Twitter Users Snicker at Ezra Klein Finding Darren Wilson's Story 'Unbelievable'

November 25th, 2014 3:48 PM

Did Ezra Klein find a Sherlock Holmes cap and magnifying glass in the same cereal box as the super decoder ring? One has to ask because suddenly Klein is playing the role of a junior detective making deductions about Officer Darren Wilson's newly released testimony to the grand jury in St. Louis to somehow come to the conclusion that he finds it "unbelievable." You can see Klein's bizarre conclusions at Vox where he Voxsplains it all based what he must believe to be his vast reservoir of street smarts.

Of course, this whole notion of junior detective Klein has been widely mocked on Twitter. First let us join Klein in his Sherlock Holmes mode which comes off more as Inspector Clouseau as he takes a bit of Wilson's testimony and applies his laughable deductive powers upon it.

I was doing the, just scrambling, trying to get his arms out of my face and him from grabbing me and everything else. He turned to his...if he's at my vehicle, he turned to his left and handed the first subject. He said, "here, take these." He was holding a pack of — several packs of cigarillos which was just, what was stolen from the Market Store was several packs of cigarillos. He said, "here, hold these" and when he did that I grabbed his right arm trying just to control something at that point. Um, as I was holding it, and he came around, he came around with his arm extended, fist made, and went like that straight at my face with his...a full swing from his left hand.

Now let the junior detective explain why he finds Wilson's account to be unbelievable:

So Brown is punching inside the car. Wilson is scrambling to deflect the blows, to protect his face, to regain control of the situation. And then Brown stops, turns to his left, says to his friend, "Here, hold these," and hands him the cigarillos stolen from Ferguson Market. Then he turns back to Wilson and, with his left hand now freed from holding the contraband goods, throws a haymaker at Wilson.
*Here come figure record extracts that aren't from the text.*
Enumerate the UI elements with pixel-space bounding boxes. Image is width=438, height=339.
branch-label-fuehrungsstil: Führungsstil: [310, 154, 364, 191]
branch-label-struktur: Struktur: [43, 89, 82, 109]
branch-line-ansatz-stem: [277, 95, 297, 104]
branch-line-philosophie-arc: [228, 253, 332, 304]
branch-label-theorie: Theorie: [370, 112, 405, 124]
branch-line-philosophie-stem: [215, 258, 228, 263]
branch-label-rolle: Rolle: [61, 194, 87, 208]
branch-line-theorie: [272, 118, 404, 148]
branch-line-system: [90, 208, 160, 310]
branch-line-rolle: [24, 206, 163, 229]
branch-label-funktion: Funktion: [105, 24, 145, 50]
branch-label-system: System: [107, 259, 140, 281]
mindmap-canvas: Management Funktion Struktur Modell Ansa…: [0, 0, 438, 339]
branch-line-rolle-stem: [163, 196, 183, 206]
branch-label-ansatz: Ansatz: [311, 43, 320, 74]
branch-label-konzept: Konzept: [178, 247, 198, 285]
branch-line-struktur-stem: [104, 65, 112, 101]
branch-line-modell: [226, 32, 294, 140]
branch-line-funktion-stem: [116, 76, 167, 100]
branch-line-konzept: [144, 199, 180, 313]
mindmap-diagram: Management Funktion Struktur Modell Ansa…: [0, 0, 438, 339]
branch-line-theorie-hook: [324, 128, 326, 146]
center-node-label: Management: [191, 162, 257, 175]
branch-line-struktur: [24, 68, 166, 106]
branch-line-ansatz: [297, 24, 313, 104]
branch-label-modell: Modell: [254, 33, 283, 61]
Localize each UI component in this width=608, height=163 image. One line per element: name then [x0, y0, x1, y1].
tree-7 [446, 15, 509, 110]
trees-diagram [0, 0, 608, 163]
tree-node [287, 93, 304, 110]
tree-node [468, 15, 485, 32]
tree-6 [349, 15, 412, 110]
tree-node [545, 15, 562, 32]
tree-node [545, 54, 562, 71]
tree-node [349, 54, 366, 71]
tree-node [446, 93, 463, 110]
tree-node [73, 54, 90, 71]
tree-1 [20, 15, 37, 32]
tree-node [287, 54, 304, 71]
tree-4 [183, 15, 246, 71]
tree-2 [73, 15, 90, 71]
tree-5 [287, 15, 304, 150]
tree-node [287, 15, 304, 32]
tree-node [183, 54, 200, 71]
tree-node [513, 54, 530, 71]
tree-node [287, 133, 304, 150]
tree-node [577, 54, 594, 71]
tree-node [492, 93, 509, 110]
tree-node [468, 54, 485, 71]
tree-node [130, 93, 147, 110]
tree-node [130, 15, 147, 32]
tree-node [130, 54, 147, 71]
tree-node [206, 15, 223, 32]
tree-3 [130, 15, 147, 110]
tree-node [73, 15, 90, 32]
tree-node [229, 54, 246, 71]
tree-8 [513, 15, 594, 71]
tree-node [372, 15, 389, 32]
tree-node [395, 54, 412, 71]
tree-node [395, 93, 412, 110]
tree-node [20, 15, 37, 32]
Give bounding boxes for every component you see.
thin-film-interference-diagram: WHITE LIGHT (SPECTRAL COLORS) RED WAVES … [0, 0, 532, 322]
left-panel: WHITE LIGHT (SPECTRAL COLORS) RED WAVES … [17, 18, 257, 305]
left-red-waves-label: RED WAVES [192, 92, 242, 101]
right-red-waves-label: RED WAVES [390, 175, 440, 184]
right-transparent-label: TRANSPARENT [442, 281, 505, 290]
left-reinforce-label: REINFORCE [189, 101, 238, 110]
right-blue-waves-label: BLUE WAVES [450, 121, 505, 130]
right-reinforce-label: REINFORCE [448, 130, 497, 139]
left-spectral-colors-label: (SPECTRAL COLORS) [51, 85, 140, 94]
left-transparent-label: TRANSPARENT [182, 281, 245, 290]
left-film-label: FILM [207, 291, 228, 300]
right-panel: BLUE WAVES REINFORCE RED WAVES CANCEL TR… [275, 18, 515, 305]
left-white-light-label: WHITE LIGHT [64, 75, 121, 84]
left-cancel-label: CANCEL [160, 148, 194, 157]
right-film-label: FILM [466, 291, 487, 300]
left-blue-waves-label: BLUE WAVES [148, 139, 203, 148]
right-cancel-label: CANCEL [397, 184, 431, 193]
Every bullshit detector in me went off when I read that passage. Which doesn't mean that it didn't happen exactly the way Wilson describes. But it is, again, hard to imagine. Brown, an 18-year-old kid holding stolen goods, decides to attack a cop and, while attacking him, stops, hands his stolen goods to his friend, and then returns to the beatdown. It reads less like something a human would do and more like a moment meant to connect Brown to the robbery.

Did Klein even watch the video of the robbery to see Brown calmly steal cigarillos? He even went blithely on his way with an incredible level of arrogance when confronted by the store owner. Oh, and he kept the cigarillos. Yes, Ezra, you might have been too freaked out to hand cigarillos to a friend while beating on a cop (although that scenario is impossible to imagine) but the "gentle giant" comes from a background that an Ivy Leaguer can't comprehend.

Klein also psychoanalyzes the stoned mind of Michael Brown with laughable results:

Why did Michael Brown, an 18-year-old kid headed to college, refuse to move from the middle of the street to the sidewalk? Why would he curse out a police officer? Why would he attack a police officer? Why would he dare a police officer to shoot him? Why would he charge a police officer holding a gun? Why would he put his hand in his waistband while charging, even though he was unarmed?

None of this fits with what we know of Michael Brown. Brown wasn't a hardened felon. He didn't have a death wish. And while he might have been stoned, this isn't how stoned people act. The toxicology report did not indicate he was on PCP or something that would've led to suicidal aggression.

Yeah, just a mellow fellow who was on his way to becoming a college freshman. Stoned but laid back. Incapable of brute violence. On Planet Ezra, Michael Brown would already have been a studious college student majoring in theology or perhaps quantum physics.

Of course, the absurd analysis by Klein has inspired widespread Twitter mockery starting with these tweets chronicled by Twitchy:

 

 

 

That was only a small sampling of the Tweets mocking junior detective Klein. Here are some more samples:

 

 

 

 

Keep in mind that Klein is looking it all through the lense of the Vox ivory tower which is why he has set himself up for so much mockery.